More or less what everyone has said of the swastika, though I'll give you that particular black-on-white-on-red incarnation *was* the Nazi banner, the poseurs. Neither it nor the emblem of the Totenkopf division do much "inciting of racial hatred" by themselves though - I mean for starters you need to actually know the historical background of both to even understand their significance, and even then they're nothing more than fairly abstract images; by their lonesomes they do exactly nothing.
Inciting racial hatred requires words.
None of the above images are racist in themselves, They can be linked to certain era,s of our cultures and histories.
I could probably dig up images used to portray Irish people which were popular with certain leading publications in the early 20th century.
The thing is we are now living in what I would call the victim era, anyone can get on their high horse and shout racist and know they will receive backing for the most flimsy of cases.
sponsered by the noble Prisca
The first one makes me not want to be around black people
for-profit death machine.
None.
It's all about context.
Under the Patronage of Maximinus Thrax
My disposition is not nearly weak enough to be affected in any way by images, sorry...

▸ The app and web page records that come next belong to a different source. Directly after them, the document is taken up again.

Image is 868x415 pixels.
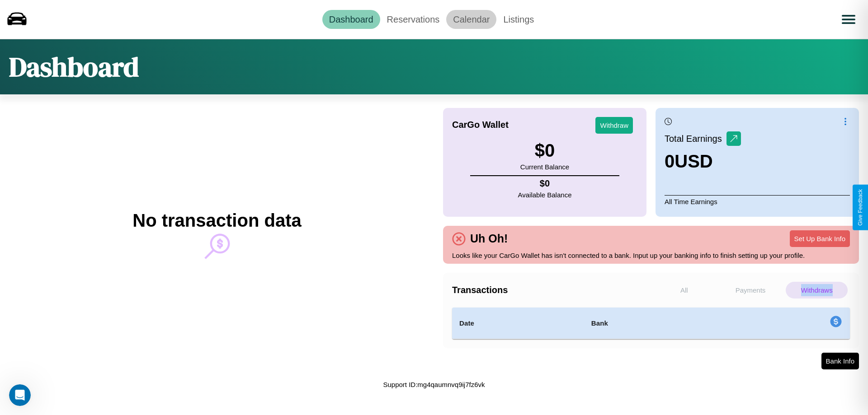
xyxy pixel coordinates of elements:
h4: Bank [591,318,717,329]
h4: $ 0 [518,178,572,189]
p: Withdraws [785,282,848,299]
p: Looks like your CarGo Wallet has isn't connected to a bank. Input up your banking info to finish ... [452,249,849,262]
button: Withdraw [595,117,632,134]
button: Set Up Bank Info [789,230,849,247]
button: Bank Info [821,352,858,369]
p: Total Earnings [664,130,726,147]
iframe: Intercom live chat [9,384,31,406]
h2: No transaction data [132,211,301,231]
a: Calendar [446,10,497,29]
p: Available Balance [518,189,572,201]
p: All [653,282,715,299]
p: All Time Earnings [664,195,849,208]
div: Give Feedback [857,189,864,226]
p: Current Balance [520,160,569,173]
h1: Dashboard [9,48,138,85]
h4: Date [460,318,577,329]
table: simple table [452,308,849,339]
h3: 0 USD [664,152,741,172]
h4: CarGo Wallet [452,120,508,130]
a: Listings [497,10,541,29]
button: Open menu [835,7,861,32]
h3: $ 0 [520,140,569,160]
a: Reservations [380,10,446,29]
h4: Transactions [452,285,651,295]
p: Payments [720,282,782,299]
a: Dashboard [322,10,380,29]
p: Support ID: mg4qaumnvq9ij7fz6vk [383,378,484,390]
h4: Uh Oh! [466,232,512,245]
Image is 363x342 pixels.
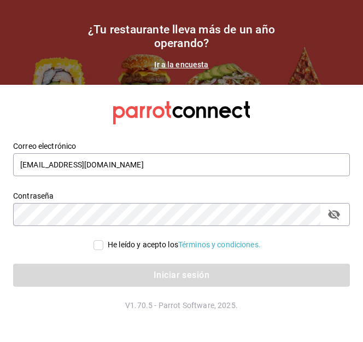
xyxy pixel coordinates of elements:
[154,60,208,69] a: Ir a la encuesta
[178,240,261,249] a: Términos y condiciones.
[13,153,350,176] input: Ingresa tu correo electrónico
[325,205,343,224] button: passwordField
[13,300,350,310] p: V1.70.5 - Parrot Software, 2025.
[108,239,261,250] div: He leído y acepto los
[13,192,350,200] label: Contraseña
[72,23,291,50] h1: ¿Tu restaurante lleva más de un año operando?
[13,142,350,150] label: Correo electrónico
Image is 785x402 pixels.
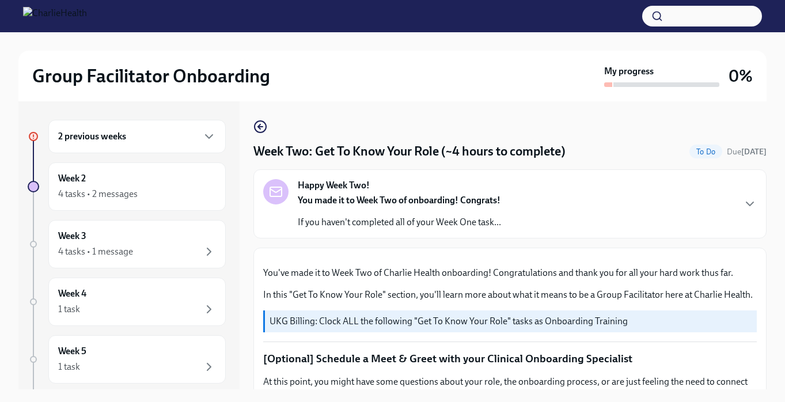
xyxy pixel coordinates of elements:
[23,7,87,25] img: CharlieHealth
[58,345,86,358] h6: Week 5
[58,287,86,300] h6: Week 4
[690,147,722,156] span: To Do
[58,361,80,373] div: 1 task
[32,65,270,88] h2: Group Facilitator Onboarding
[58,130,126,143] h6: 2 previous weeks
[729,66,753,86] h3: 0%
[28,220,226,268] a: Week 34 tasks • 1 message
[270,315,752,328] p: UKG Billing: Clock ALL the following "Get To Know Your Role" tasks as Onboarding Training
[58,230,86,243] h6: Week 3
[263,376,757,401] p: At this point, you might have some questions about your role, the onboarding process, or are just...
[727,147,767,157] span: Due
[58,245,133,258] div: 4 tasks • 1 message
[741,147,767,157] strong: [DATE]
[58,303,80,316] div: 1 task
[28,278,226,326] a: Week 41 task
[263,351,757,366] p: [Optional] Schedule a Meet & Greet with your Clinical Onboarding Specialist
[58,172,86,185] h6: Week 2
[253,143,566,160] h4: Week Two: Get To Know Your Role (~4 hours to complete)
[28,162,226,211] a: Week 24 tasks • 2 messages
[58,188,138,200] div: 4 tasks • 2 messages
[298,216,501,229] p: If you haven't completed all of your Week One task...
[604,65,654,78] strong: My progress
[298,179,370,192] strong: Happy Week Two!
[48,120,226,153] div: 2 previous weeks
[727,146,767,157] span: August 18th, 2025 10:00
[298,195,501,206] strong: You made it to Week Two of onboarding! Congrats!
[263,289,757,301] p: In this "Get To Know Your Role" section, you'll learn more about what it means to be a Group Faci...
[263,267,757,279] p: You've made it to Week Two of Charlie Health onboarding! Congratulations and thank you for all yo...
[28,335,226,384] a: Week 51 task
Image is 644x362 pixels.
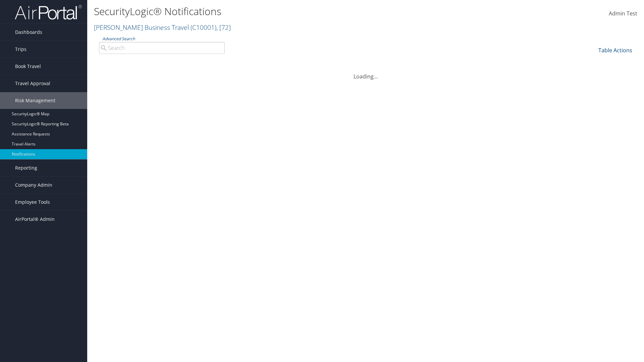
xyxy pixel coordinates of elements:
span: Travel Approval [15,75,50,92]
span: Admin Test [609,10,637,17]
input: Advanced Search [99,42,224,54]
span: , [ 72 ] [217,23,231,32]
span: Employee Tools [15,194,50,210]
span: Company Admin [15,177,52,193]
span: Reporting [15,160,37,177]
h1: SecurityLogic® Notifications [94,4,456,19]
a: Admin Test [609,3,637,24]
a: Table Actions [598,47,632,54]
span: AirPortal® Admin [15,211,55,228]
a: [PERSON_NAME] Business Travel [94,23,231,32]
span: Dashboards [15,24,42,40]
div: Loading... [94,64,637,80]
span: Book Travel [15,58,41,75]
span: ( C10001 ) [191,23,217,32]
a: Advanced Search [102,36,135,42]
img: airportal-logo.png [15,4,82,20]
span: Risk Management [15,92,55,109]
span: Trips [15,41,26,58]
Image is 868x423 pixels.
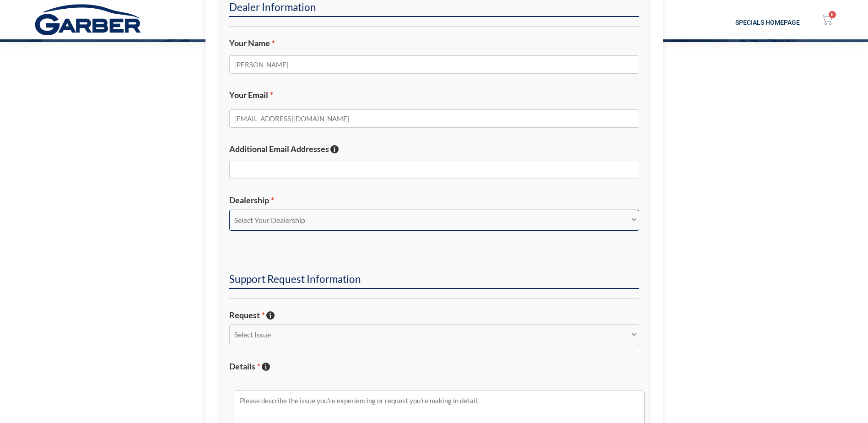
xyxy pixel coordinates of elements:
[229,89,639,100] label: Your Email
[229,38,639,48] label: Your Name
[229,144,329,154] span: Additional Email Addresses
[229,309,265,320] span: Request
[229,195,639,205] label: Dealership
[229,272,639,288] h2: Support Request Information
[229,1,639,17] h2: Dealer Information
[229,361,260,371] span: Details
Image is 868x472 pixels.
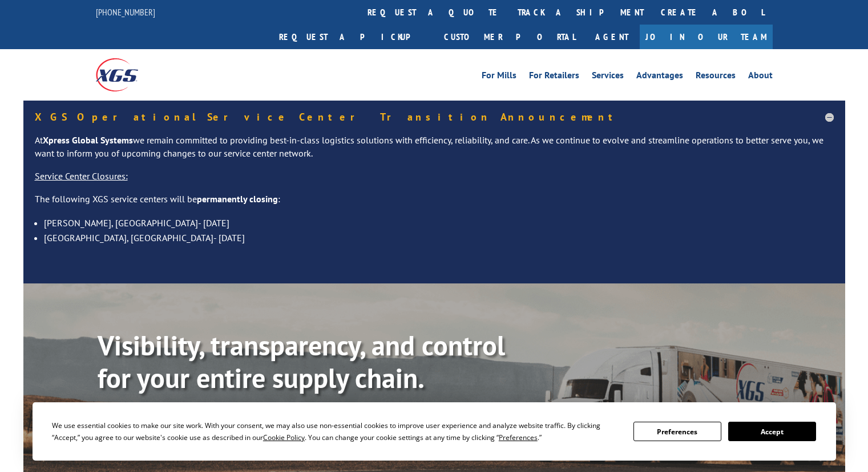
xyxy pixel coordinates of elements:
[44,230,834,245] li: [GEOGRAPHIC_DATA], [GEOGRAPHIC_DATA]- [DATE]
[584,24,640,49] a: Agent
[32,402,837,460] div: Cookie Consent Prompt
[634,421,722,441] button: Preferences
[640,24,773,49] a: Join Our Team
[636,71,683,84] a: Advantages
[52,419,620,443] div: We use essential cookies to make our site work. With your consent, we may also use non-essential ...
[696,71,736,84] a: Resources
[35,192,834,215] p: The following XGS service centers will be :
[35,133,834,170] p: At we remain committed to providing best-in-class logistics solutions with efficiency, reliabilit...
[96,6,155,17] a: [PHONE_NUMBER]
[197,193,278,205] strong: permanently closing
[592,71,624,84] a: Services
[749,71,773,84] a: About
[529,71,580,84] a: For Retailers
[263,432,305,442] span: Cookie Policy
[481,71,516,84] a: For Mills
[98,327,505,395] b: Visibility, transparency, and control for your entire supply chain.
[271,24,435,49] a: Request a pickup
[35,170,128,182] u: Service Center Closures:
[499,432,538,442] span: Preferences
[729,421,817,441] button: Accept
[44,215,834,230] li: [PERSON_NAME], [GEOGRAPHIC_DATA]- [DATE]
[35,112,834,122] h5: XGS Operational Service Center Transition Announcement
[43,134,133,145] strong: Xpress Global Systems
[435,24,584,49] a: Customer Portal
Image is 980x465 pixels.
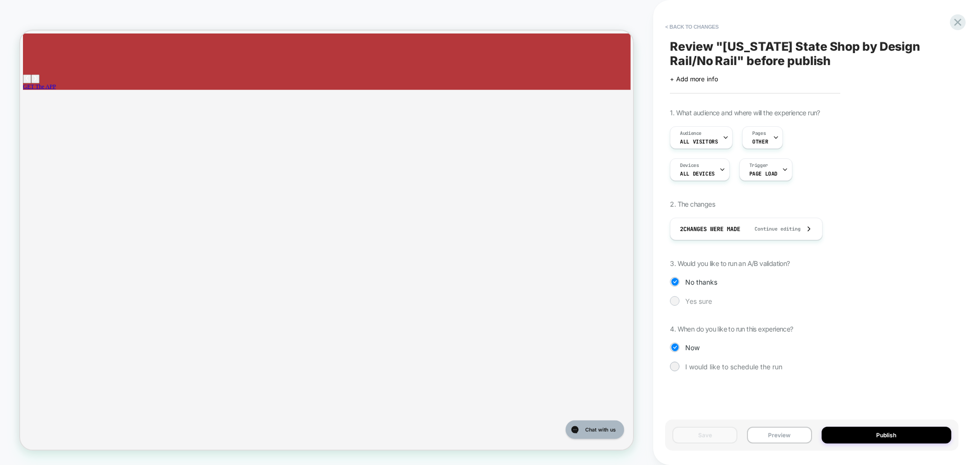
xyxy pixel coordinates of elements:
[750,162,769,169] span: Trigger
[670,39,954,68] span: Review " [US_STATE] State Shop by Design Rail/No Rail " before publish
[31,11,72,20] h1: Chat with us
[680,162,699,169] span: Devices
[670,259,790,267] span: 3. Would you like to run an A/B validation?
[686,278,718,286] span: No thanks
[686,297,712,305] span: Yes sure
[670,325,793,333] span: 4. When do you like to run this experience?
[5,4,83,28] button: Gorgias live chat
[680,130,702,137] span: Audience
[670,109,820,117] span: 1. What audience and where will the experience run?
[680,225,740,233] span: 2 Changes were made
[686,344,700,352] span: Now
[686,363,782,371] span: I would like to schedule the run
[753,138,769,145] span: OTHER
[670,200,715,209] span: 2. The changes
[680,171,715,177] span: ALL DEVICES
[822,427,952,444] button: Publish
[660,19,724,34] button: < Back to changes
[745,226,801,232] span: Continue editing
[670,75,718,83] span: + Add more info
[673,427,737,444] button: Save
[748,427,812,444] button: Preview
[4,70,48,78] a: GET The APP
[4,58,15,70] button: Previous slide
[680,138,718,145] span: All Visitors
[15,58,26,70] button: Next slide
[750,171,778,177] span: Page Load
[753,130,766,137] span: Pages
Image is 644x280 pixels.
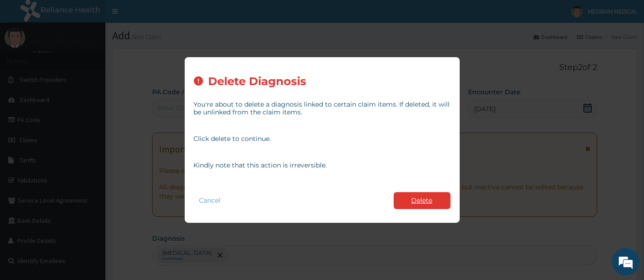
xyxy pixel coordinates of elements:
[194,162,451,169] p: Kindly note that this action is irreversible.
[194,194,226,207] button: Cancel
[17,46,37,69] img: d_794563401_company_1708531726252_794563401
[208,75,306,88] h2: Delete Diagnosis
[194,135,451,143] p: Click delete to continue.
[48,51,154,63] div: Chat with us now
[53,83,126,175] span: We're online!
[194,101,451,116] p: You're about to delete a diagnosis linked to certain claim items. If deleted, it will be unlinked...
[394,192,451,209] button: Delete
[5,185,174,216] textarea: Type your message and hit 'Enter'
[150,5,172,27] div: Minimize live chat window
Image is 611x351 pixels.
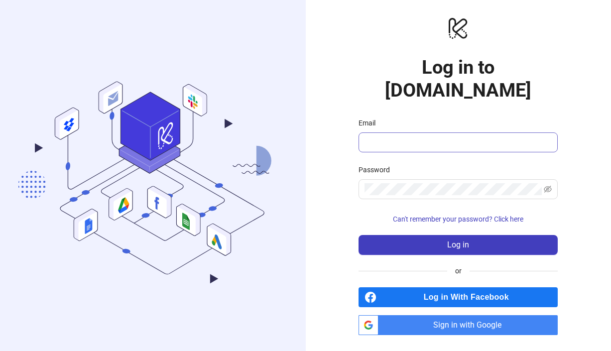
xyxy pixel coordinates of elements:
[364,183,542,195] input: Password
[358,56,558,102] h1: Log in to [DOMAIN_NAME]
[358,117,382,128] label: Email
[382,315,558,335] span: Sign in with Google
[447,240,469,249] span: Log in
[358,215,558,223] a: Can't remember your password? Click here
[358,235,558,255] button: Log in
[544,185,552,193] span: eye-invisible
[358,211,558,227] button: Can't remember your password? Click here
[364,136,550,148] input: Email
[447,265,469,276] span: or
[380,287,558,307] span: Log in With Facebook
[393,215,523,223] span: Can't remember your password? Click here
[358,164,396,175] label: Password
[358,315,558,335] a: Sign in with Google
[358,287,558,307] a: Log in With Facebook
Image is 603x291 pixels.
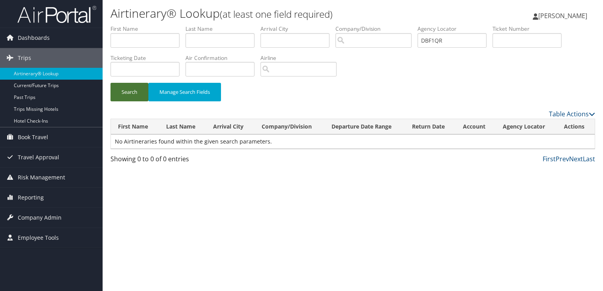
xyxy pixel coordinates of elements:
[583,155,595,163] a: Last
[456,119,495,135] th: Account: activate to sort column ascending
[18,228,59,248] span: Employee Tools
[260,25,335,33] label: Arrival City
[538,11,587,20] span: [PERSON_NAME]
[111,119,159,135] th: First Name: activate to sort column descending
[260,54,342,62] label: Airline
[159,119,206,135] th: Last Name: activate to sort column ascending
[335,25,417,33] label: Company/Division
[110,83,148,101] button: Search
[110,54,185,62] label: Ticketing Date
[492,25,567,33] label: Ticket Number
[185,54,260,62] label: Air Confirmation
[324,119,405,135] th: Departure Date Range: activate to sort column ascending
[110,154,223,168] div: Showing 0 to 0 of 0 entries
[110,25,185,33] label: First Name
[557,119,594,135] th: Actions
[18,148,59,167] span: Travel Approval
[254,119,324,135] th: Company/Division
[542,155,555,163] a: First
[495,119,557,135] th: Agency Locator: activate to sort column ascending
[417,25,492,33] label: Agency Locator
[185,25,260,33] label: Last Name
[220,7,333,21] small: (at least one field required)
[18,168,65,187] span: Risk Management
[18,188,44,208] span: Reporting
[549,110,595,118] a: Table Actions
[569,155,583,163] a: Next
[18,127,48,147] span: Book Travel
[555,155,569,163] a: Prev
[18,208,62,228] span: Company Admin
[18,28,50,48] span: Dashboards
[18,48,31,68] span: Trips
[206,119,254,135] th: Arrival City: activate to sort column ascending
[110,5,434,22] h1: Airtinerary® Lookup
[533,4,595,28] a: [PERSON_NAME]
[405,119,456,135] th: Return Date: activate to sort column ascending
[148,83,221,101] button: Manage Search Fields
[111,135,594,149] td: No Airtineraries found within the given search parameters.
[17,5,96,24] img: airportal-logo.png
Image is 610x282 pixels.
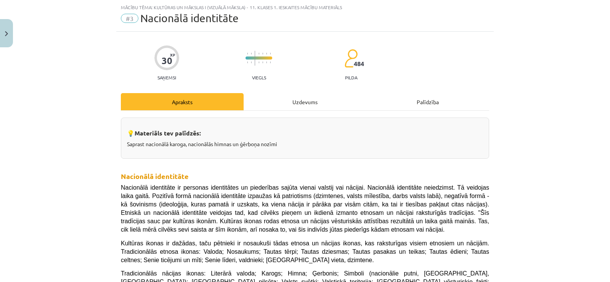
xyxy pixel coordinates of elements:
strong: Materiāls tev palīdzēs: [135,129,201,137]
span: #3 [121,14,138,23]
div: 30 [162,55,172,66]
img: icon-short-line-57e1e144782c952c97e751825c79c345078a6d821885a25fce030b3d8c18986b.svg [262,61,263,63]
p: Saņemsi [154,75,179,80]
h3: 💡 [127,124,483,138]
img: icon-short-line-57e1e144782c952c97e751825c79c345078a6d821885a25fce030b3d8c18986b.svg [247,53,248,55]
span: XP [170,53,175,57]
img: students-c634bb4e5e11cddfef0936a35e636f08e4e9abd3cc4e673bd6f9a4125e45ecb1.svg [344,49,358,68]
img: icon-short-line-57e1e144782c952c97e751825c79c345078a6d821885a25fce030b3d8c18986b.svg [251,53,252,55]
span: Nacionālā identitāte [140,12,239,24]
div: Apraksts [121,93,244,110]
img: icon-short-line-57e1e144782c952c97e751825c79c345078a6d821885a25fce030b3d8c18986b.svg [266,61,267,63]
span: Nacionālā identitāte ir personas identitātes un piederības sajūta vienai valstij vai nācijai. Nac... [121,184,489,233]
img: icon-long-line-d9ea69661e0d244f92f715978eff75569469978d946b2353a9bb055b3ed8787d.svg [255,51,256,66]
img: icon-short-line-57e1e144782c952c97e751825c79c345078a6d821885a25fce030b3d8c18986b.svg [270,61,271,63]
strong: Nacionālā identitāte [121,172,189,180]
span: Kultūras ikonas ir dažādas, taču pētnieki ir nosaukuši tādas etnosa un nācijas ikonas, kas rakstu... [121,240,489,263]
div: Palīdzība [367,93,489,110]
img: icon-close-lesson-0947bae3869378f0d4975bcd49f059093ad1ed9edebbc8119c70593378902aed.svg [5,31,8,36]
div: Uzdevums [244,93,367,110]
img: icon-short-line-57e1e144782c952c97e751825c79c345078a6d821885a25fce030b3d8c18986b.svg [247,61,248,63]
p: Viegls [252,75,266,80]
span: 484 [354,60,364,67]
p: Saprast nacionālā karoga, nacionālās himnas un ģērboņa nozīmi [127,140,483,148]
img: icon-short-line-57e1e144782c952c97e751825c79c345078a6d821885a25fce030b3d8c18986b.svg [270,53,271,55]
div: Mācību tēma: Kultūras un mākslas i (vizuālā māksla) - 11. klases 1. ieskaites mācību materiāls [121,5,489,10]
img: icon-short-line-57e1e144782c952c97e751825c79c345078a6d821885a25fce030b3d8c18986b.svg [251,61,252,63]
p: pilda [345,75,357,80]
img: icon-short-line-57e1e144782c952c97e751825c79c345078a6d821885a25fce030b3d8c18986b.svg [262,53,263,55]
img: icon-short-line-57e1e144782c952c97e751825c79c345078a6d821885a25fce030b3d8c18986b.svg [266,53,267,55]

the problem is most flamers fail to see any context, though it is the only thing that matters
is this a serious thread or is everyone just joking and me not seeing it? :S
You have a certain mentality, a "you vs them" and i know it is hard to see, but it is only your imagination which makes up enemies everywhere. I haven't professed anything but being neutral so why Do you feel the need to defend yourself from me?. Truly What are you defending? when there is nobody attacking?